This is the blog of AlanJC, aka ChimeraX. Probably mumblings of a random nature, but there may be the rare useful post.

Sunday 7 June 2009

Social overload

Facebook, Twitter, MySpace, Bebo, Plurk, the list goes on. It goes on a very long way!

As someone who looks upon these things with both a personal and professional interest, where do you start, and more importantly, where do you stop?

For me, I mainly use Twitter, Facebook is a secondary concern for me. I don’t post updates regularly, but I use it for the esoteric comments that wouldn’t fit in with the statements and banter I get on Twitter. I think most people use a very small subset of tools of those available for their social media needs.
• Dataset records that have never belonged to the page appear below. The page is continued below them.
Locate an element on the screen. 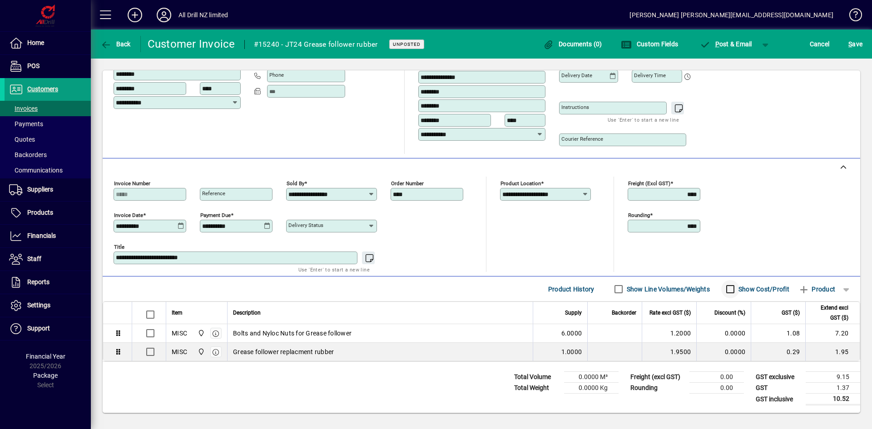 The height and width of the screenshot is (429, 872). span: Invoices is located at coordinates (23, 109).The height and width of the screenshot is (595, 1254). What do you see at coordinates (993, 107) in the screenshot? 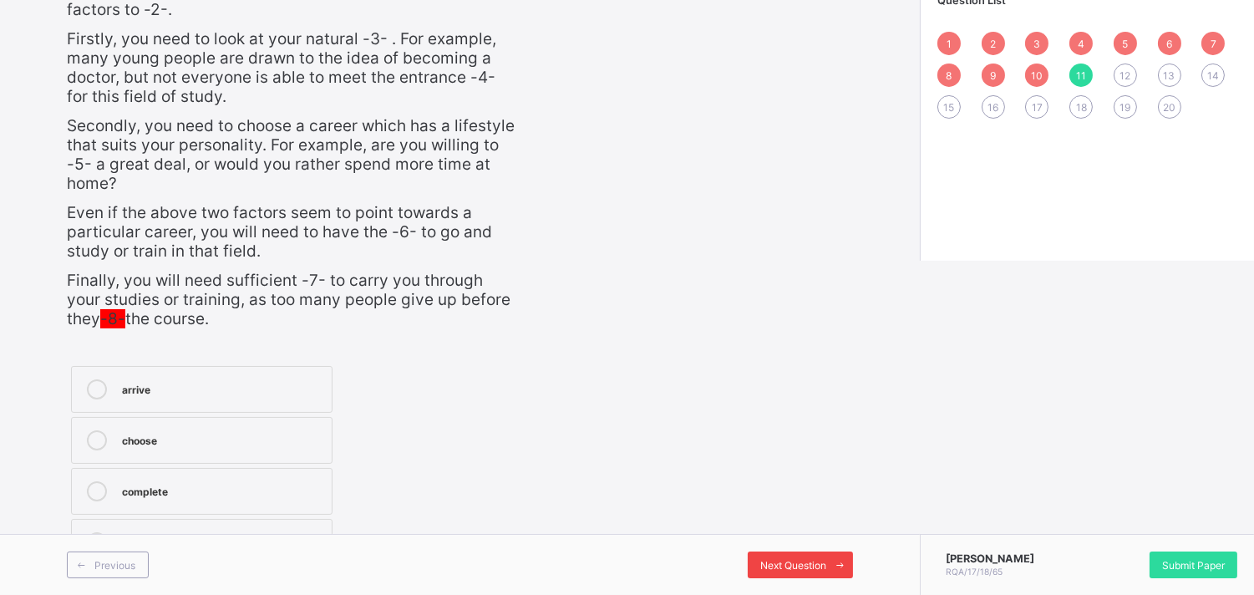
I see `span: 16` at bounding box center [993, 107].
Now Google is making waves with Google Wave (see what I did there?), which will combine IM, Email, and collaborative working to a certain extent but have they missed the boat?
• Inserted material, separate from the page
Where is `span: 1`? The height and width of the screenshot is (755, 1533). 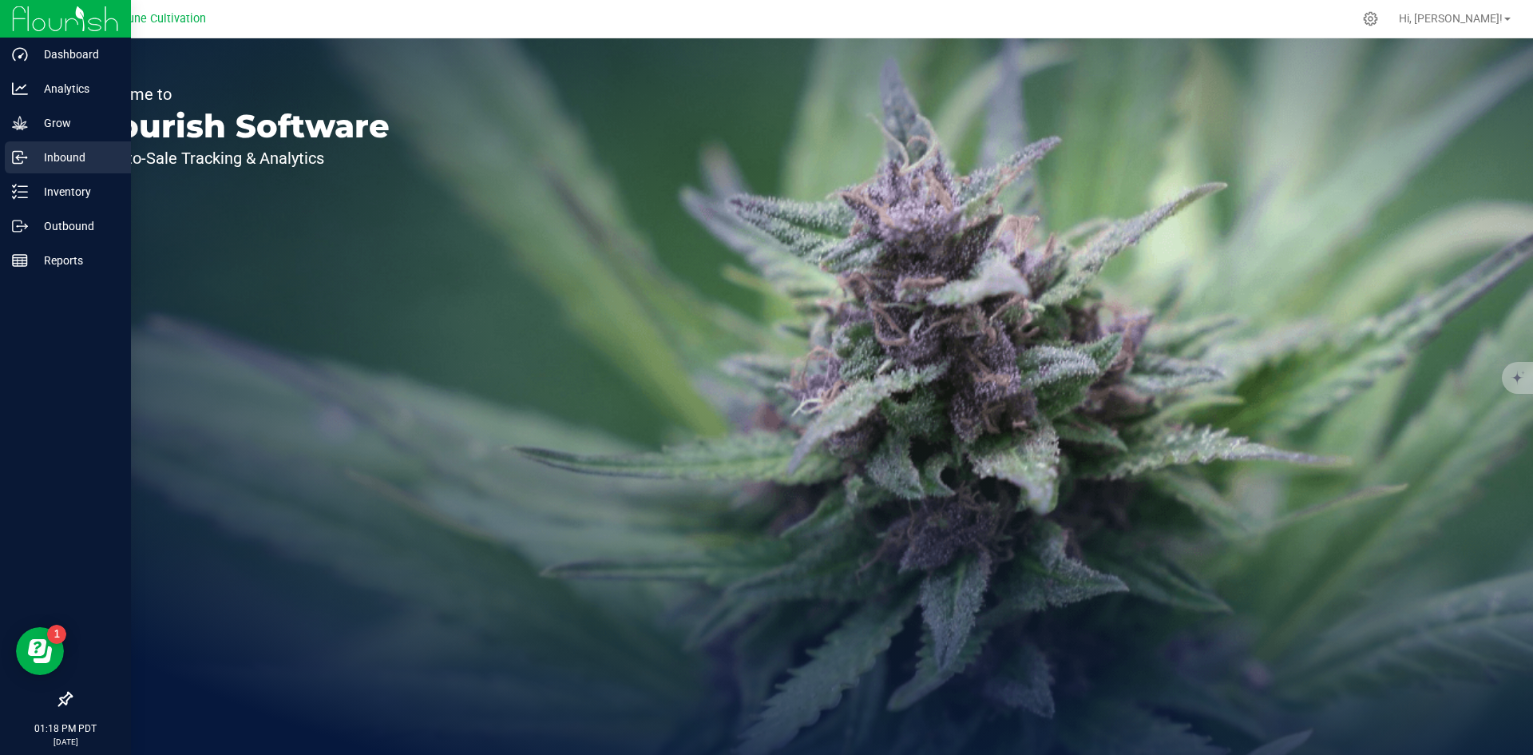
span: 1 is located at coordinates (10, 9).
Hardly anyone I know use email for much nowadays. It’s become a medium to share a private comment, photo, joke etc that they don’t post in public. Everyone I know who communicates online does so via Facebook, Twitter, or IM. Even getting people to move from MSN/WLM to Google Talk was impossible, so will people make the move to this new tool, there are already too many ways of communicating.

I know I will use Google Wave. It’s new, I will have to use it as I can’t resist the lure of playing with new tools. The problem I will face is finding people to make use of it with. If it’s “what email would be like if it was invented today”, then why not make it part of Gmail? Why make a new tool? C’mon Google, you have so many applications now, many of them could be integrated into one solution. iGoogle, Reader, Talk, Gmail, Calendar, Documents, Contacts, and many more, I would be happy to have these all on one dashboard app, it would be easier to see what I had, what I was sharing, my contacts etc. Is this where Wave is headed? Who knows?
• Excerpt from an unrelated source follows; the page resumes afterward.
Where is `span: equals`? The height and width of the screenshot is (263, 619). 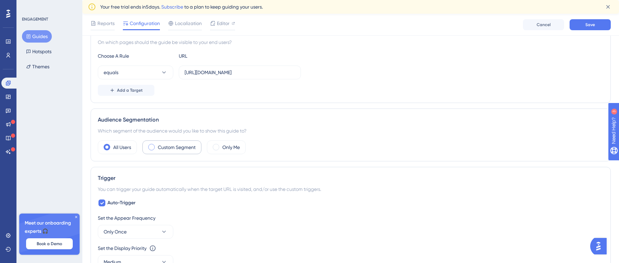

Can we have some consolidation? Microsoft and Yahoo merged IM networks so that people could chat to each other, why can’t we have some more open standards and get people on Facebook chatting to people on Windows Live Messenger/Yahoo/MySpace/ICQ and so on. Yes, I know you can use clients such as Digsby, but that still requires an account on each, and you couldn’t have a conference chat between people on other networks.

While it’s good to have choice, and competition, there’s simply too much out there now, so what incentives are there for the average Joe to try something new, and persuade all of his friends to join in?

I agree that some communities benefit from having their own thing, something that caters for them more than another solution, but I have been part of these smaller groups, and they tend to stagnate faster, and become more cliquey, therefore alienating anyone else who wants to join very quickly.

Perhaps instead of spending so much time and resource in developing new social networks, we should find out how to make best use of the tools we already have, and improve upon them.